About Theme Park Waits
A little LED sign that scrolls live theme park ride wait times. These days, a project you build yourself.
From product to project
Theme Park Waits started as a small hardware product: a scrolling LED display that sat on your desk or shelf and showed how long the lines were at your favorite parks. Over the years it found its way to around fifty happy customers.
With Version 3.0 I’ve turned it into something different: an open-source, build-it-yourself maker project. The interesting part was never the sales. It was the engineering. So instead of selling a finished box, the whole thing is now out in the open. You build your own from a few off-the-shelf parts, the code is free and open source, and the guides walk you through every step.
Why the change?
3.0 is a complete rewrite on top of ScrollKit, an open-source CircuitPython library I built for exactly this kind of device, with over-the-air updates, real fault tolerance, an effects engine, and a desktop simulator. It’s the most fun and the most robust the box has ever been, and it felt like the right moment to open it up and show how it works. If you’re curious about the internals, the Built with ScrollKit page goes under the hood.
Who’s behind it
I’m Michael Czeiszperger. I build software and the occasional physical gadget, and I also run Theme Park Hall of Shame. Theme Park Waits is a labor of love. If you build one, I’d love to hear about it.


- _WORK TASK_: Reproduce each line of the material exactly, minus any picture.
**** RECORDED DATA ****
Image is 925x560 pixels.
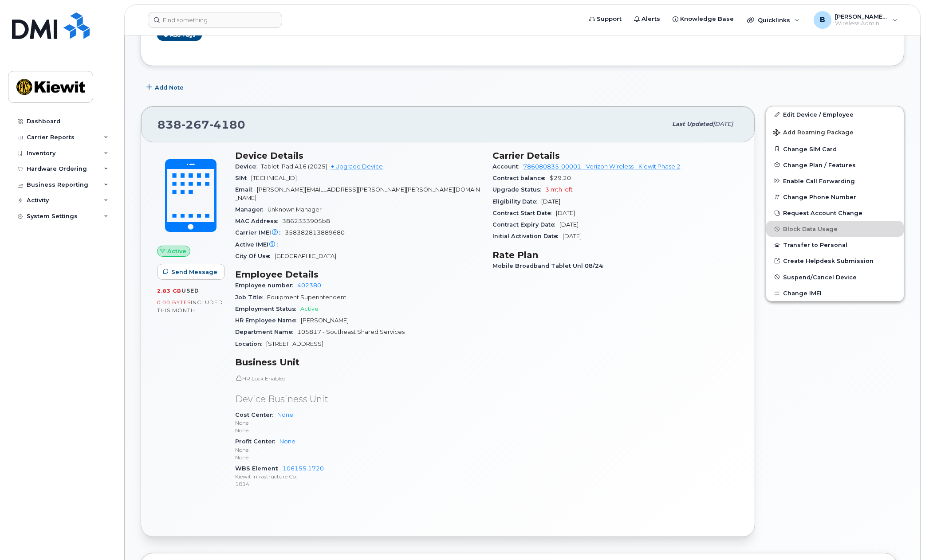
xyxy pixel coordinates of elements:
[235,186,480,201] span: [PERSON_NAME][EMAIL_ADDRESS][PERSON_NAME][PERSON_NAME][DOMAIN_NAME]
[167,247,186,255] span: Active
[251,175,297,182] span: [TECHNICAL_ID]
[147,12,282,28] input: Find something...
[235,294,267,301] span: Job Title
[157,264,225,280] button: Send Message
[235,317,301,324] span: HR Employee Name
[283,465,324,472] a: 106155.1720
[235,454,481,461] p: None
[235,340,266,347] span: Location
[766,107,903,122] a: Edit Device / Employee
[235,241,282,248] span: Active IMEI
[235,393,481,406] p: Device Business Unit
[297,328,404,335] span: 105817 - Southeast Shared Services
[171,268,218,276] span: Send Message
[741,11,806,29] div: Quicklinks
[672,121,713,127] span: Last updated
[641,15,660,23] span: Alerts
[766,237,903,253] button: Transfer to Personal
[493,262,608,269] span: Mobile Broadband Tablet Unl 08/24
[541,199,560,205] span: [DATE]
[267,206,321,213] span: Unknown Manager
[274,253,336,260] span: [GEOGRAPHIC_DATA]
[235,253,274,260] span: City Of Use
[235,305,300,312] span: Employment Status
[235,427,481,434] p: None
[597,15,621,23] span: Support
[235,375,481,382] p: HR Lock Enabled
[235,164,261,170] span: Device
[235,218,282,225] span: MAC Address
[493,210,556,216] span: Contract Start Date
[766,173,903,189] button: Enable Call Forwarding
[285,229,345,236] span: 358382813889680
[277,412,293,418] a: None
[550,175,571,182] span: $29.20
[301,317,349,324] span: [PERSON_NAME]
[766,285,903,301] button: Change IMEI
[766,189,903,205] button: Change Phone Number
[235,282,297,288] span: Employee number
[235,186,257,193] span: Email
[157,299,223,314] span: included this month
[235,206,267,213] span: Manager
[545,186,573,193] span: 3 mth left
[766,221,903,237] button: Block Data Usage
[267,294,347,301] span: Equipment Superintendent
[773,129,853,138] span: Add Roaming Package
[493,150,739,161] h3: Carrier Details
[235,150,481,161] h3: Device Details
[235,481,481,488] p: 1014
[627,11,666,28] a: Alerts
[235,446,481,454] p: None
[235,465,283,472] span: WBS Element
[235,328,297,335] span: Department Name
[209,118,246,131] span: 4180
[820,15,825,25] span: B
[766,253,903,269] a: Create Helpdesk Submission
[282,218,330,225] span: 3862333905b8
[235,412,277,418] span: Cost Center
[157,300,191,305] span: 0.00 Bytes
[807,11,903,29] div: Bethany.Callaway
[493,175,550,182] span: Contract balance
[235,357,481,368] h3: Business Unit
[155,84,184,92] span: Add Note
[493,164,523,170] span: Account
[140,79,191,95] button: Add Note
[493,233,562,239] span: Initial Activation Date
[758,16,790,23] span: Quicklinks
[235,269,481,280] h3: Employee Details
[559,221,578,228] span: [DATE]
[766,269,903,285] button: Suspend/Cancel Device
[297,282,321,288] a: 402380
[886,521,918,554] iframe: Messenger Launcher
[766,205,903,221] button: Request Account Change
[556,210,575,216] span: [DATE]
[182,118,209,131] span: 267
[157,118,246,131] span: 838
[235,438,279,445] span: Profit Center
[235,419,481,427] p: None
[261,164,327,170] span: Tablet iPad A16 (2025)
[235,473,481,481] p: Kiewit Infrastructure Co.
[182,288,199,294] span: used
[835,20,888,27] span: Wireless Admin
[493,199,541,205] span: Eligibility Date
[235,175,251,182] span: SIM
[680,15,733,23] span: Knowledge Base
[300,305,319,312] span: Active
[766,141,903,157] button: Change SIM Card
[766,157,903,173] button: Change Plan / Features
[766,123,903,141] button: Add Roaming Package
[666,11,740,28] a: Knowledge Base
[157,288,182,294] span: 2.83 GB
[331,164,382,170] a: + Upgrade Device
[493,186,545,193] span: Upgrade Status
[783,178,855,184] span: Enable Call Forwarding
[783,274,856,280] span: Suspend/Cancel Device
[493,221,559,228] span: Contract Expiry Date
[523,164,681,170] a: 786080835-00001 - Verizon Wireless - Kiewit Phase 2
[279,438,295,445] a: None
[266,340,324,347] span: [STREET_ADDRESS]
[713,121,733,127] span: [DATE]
****
- _ANSWER FOR THE TASK_:
Image is 925x560 pixels.
xyxy pixel coordinates of elements:
[235,186,480,201] span: [PERSON_NAME][EMAIL_ADDRESS][PERSON_NAME][PERSON_NAME][DOMAIN_NAME]
[167,247,186,255] span: Active
[251,175,297,182] span: [TECHNICAL_ID]
[147,12,282,28] input: Find something...
[235,294,267,301] span: Job Title
[157,264,225,280] button: Send Message
[235,317,301,324] span: HR Employee Name
[283,465,324,472] a: 106155.1720
[235,454,481,461] p: None
[235,340,266,347] span: Location
[766,107,903,122] a: Edit Device / Employee
[235,241,282,248] span: Active IMEI
[235,393,481,406] p: Device Business Unit
[297,328,404,335] span: 105817 - Southeast Shared Services
[171,268,218,276] span: Send Message
[741,11,806,29] div: Quicklinks
[672,121,713,127] span: Last updated
[641,15,660,23] span: Alerts
[766,237,903,253] button: Transfer to Personal
[493,262,608,269] span: Mobile Broadband Tablet Unl 08/24
[541,199,560,205] span: [DATE]
[267,206,321,213] span: Unknown Manager
[274,253,336,260] span: [GEOGRAPHIC_DATA]
[235,253,274,260] span: City Of Use
[235,305,300,312] span: Employment Status
[235,427,481,434] p: None
[597,15,621,23] span: Support
[235,375,481,382] p: HR Lock Enabled
[235,164,261,170] span: Device
[235,218,282,225] span: MAC Address
[493,210,556,216] span: Contract Start Date
[766,173,903,189] button: Enable Call Forwarding
[285,229,345,236] span: 358382813889680
[277,412,293,418] a: None
[550,175,571,182] span: $29.20
[301,317,349,324] span: [PERSON_NAME]
[766,285,903,301] button: Change IMEI
[766,189,903,205] button: Change Phone Number
[235,282,297,288] span: Employee number
[235,186,257,193] span: Email
[157,299,223,314] span: included this month
[235,206,267,213] span: Manager
[545,186,573,193] span: 3 mth left
[766,221,903,237] button: Block Data Usage
[267,294,347,301] span: Equipment Superintendent
[773,129,853,138] span: Add Roaming Package
[493,150,739,161] h3: Carrier Details
[235,150,481,161] h3: Device Details
[235,481,481,488] p: 1014
[627,11,666,28] a: Alerts
[235,446,481,454] p: None
[235,465,283,472] span: WBS Element
[235,328,297,335] span: Department Name
[209,118,246,131] span: 4180
[820,15,825,25] span: B
[766,253,903,269] a: Create Helpdesk Submission
[282,218,330,225] span: 3862333905b8
[235,412,277,418] span: Cost Center
[157,300,191,305] span: 0.00 Bytes
[807,11,903,29] div: Bethany.Callaway
[493,175,550,182] span: Contract balance
[235,357,481,368] h3: Business Unit
[155,84,184,92] span: Add Note
[493,164,523,170] span: Account
[140,79,191,95] button: Add Note
[493,233,562,239] span: Initial Activation Date
[758,16,790,23] span: Quicklinks
[235,269,481,280] h3: Employee Details
[559,221,578,228] span: [DATE]
[766,269,903,285] button: Suspend/Cancel Device
[297,282,321,288] a: 402380
[886,521,918,554] iframe: Messenger Launcher
[766,205,903,221] button: Request Account Change
[556,210,575,216] span: [DATE]
[182,118,209,131] span: 267
[157,118,246,131] span: 838
[235,438,279,445] span: Profit Center
[235,419,481,427] p: None
[261,164,327,170] span: Tablet iPad A16 (2025)
[235,473,481,481] p: Kiewit Infrastructure Co.
[182,288,199,294] span: used
[835,20,888,27] span: Wireless Admin
[493,199,541,205] span: Eligibility Date
[235,175,251,182] span: SIM
[680,15,733,23] span: Knowledge Base
[300,305,319,312] span: Active
[766,141,903,157] button: Change SIM Card
[766,157,903,173] button: Change Plan / Features
[766,123,903,141] button: Add Roaming Package
[666,11,740,28] a: Knowledge Base
[157,288,182,294] span: 2.83 GB
[331,164,382,170] a: + Upgrade Device
[493,186,545,193] span: Upgrade Status
[783,178,855,184] span: Enable Call Forwarding
[783,274,856,280] span: Suspend/Cancel Device
[493,221,559,228] span: Contract Expiry Date
[523,164,681,170] a: 786080835-00001 - Verizon Wireless - Kiewit Phase 2
[279,438,295,445] a: None
[266,340,324,347] span: [STREET_ADDRESS]
[713,121,733,127] span: [DATE]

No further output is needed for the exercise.